Short ingredient lists. A sunscreen for sensitive skin does not need a dozen stabilisers, skin-feel agents, and emulsifiers to function. Fewer ingredients means fewer potential triggers.
Alcohol not prominent in the ingredient list. Some alcohol at low concentrations as a solubiliser or preservative is generally fine. Alcohol as one of the first three ingredients indicates a formula optimised for cosmetic feel rather than tolerability.
On format
Cream and lotion textures apply more evenly than sprays and are easier to apply at adequate quantity. Spray sunscreens consistently lead to under-application — the spray pattern does not guarantee even coverage, and most people do not apply enough to achieve the labelled SPF. For sensitive skin prone to missed coverage on the ears, neck, or hairline, a cream applied deliberately is more reliable.

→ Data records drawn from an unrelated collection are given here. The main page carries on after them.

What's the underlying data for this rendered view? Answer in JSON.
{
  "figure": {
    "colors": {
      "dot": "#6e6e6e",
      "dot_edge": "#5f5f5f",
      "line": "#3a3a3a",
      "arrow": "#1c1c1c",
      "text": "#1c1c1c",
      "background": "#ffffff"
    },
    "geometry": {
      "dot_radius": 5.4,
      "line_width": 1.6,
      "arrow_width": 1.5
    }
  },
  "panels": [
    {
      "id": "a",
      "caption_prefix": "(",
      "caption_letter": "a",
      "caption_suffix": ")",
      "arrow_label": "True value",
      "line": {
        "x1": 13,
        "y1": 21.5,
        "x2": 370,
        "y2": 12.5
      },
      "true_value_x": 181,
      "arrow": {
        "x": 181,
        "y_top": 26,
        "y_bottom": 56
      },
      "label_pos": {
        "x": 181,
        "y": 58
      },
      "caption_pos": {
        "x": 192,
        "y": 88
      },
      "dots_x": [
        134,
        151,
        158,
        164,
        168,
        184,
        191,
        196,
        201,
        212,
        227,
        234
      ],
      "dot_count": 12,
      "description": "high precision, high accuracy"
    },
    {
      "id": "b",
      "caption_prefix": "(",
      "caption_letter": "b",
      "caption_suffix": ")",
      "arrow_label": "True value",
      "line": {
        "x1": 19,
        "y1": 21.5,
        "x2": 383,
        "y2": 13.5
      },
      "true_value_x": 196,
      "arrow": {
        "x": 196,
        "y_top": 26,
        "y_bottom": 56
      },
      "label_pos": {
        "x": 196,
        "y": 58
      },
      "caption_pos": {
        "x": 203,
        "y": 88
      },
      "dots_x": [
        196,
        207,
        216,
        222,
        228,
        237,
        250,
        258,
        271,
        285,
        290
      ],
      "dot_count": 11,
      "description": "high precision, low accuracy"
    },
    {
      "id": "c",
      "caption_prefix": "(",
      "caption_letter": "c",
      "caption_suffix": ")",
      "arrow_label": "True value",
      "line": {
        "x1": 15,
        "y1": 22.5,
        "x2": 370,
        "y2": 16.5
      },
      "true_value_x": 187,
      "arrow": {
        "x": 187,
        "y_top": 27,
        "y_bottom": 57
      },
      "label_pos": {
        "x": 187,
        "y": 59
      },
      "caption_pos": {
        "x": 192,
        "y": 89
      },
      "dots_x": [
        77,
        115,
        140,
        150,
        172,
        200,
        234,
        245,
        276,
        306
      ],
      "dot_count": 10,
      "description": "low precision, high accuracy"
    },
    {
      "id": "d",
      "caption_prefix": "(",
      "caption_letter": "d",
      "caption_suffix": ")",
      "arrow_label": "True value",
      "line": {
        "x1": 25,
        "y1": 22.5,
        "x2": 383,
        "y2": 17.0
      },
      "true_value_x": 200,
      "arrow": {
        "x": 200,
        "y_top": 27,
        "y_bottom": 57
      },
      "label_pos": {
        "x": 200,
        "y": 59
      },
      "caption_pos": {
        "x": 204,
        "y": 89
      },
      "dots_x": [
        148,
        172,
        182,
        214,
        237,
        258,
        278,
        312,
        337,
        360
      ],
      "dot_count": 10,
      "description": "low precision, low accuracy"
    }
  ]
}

SPF 30 is sufficient for most daily use. SPF 50 provides marginally better UVB filtering (98% vs 97%) and is appropriate for extended outdoor exposure. The meaningful variable for most people is consistent daily application, not the SPF number.
The Lux & Glo position
Sunscreen is not part of the three-step ritual — it precedes it, every morning, regardless of what is applied afterward. For sensitive skin, this is where formula choice matters most. A mineral zinc oxide sunscreen in a fragrance-free, alcohol-free cream formulation is the most reliable starting point.
The ritual itself — fragrance-free at every step, no harsh actives, barrier-supportive — creates the conditions that make sunscreen more tolerable over time. A more intact barrier is a less reactive one. Tending the barrier is also, in this way, the foundation for sustainable SPF use.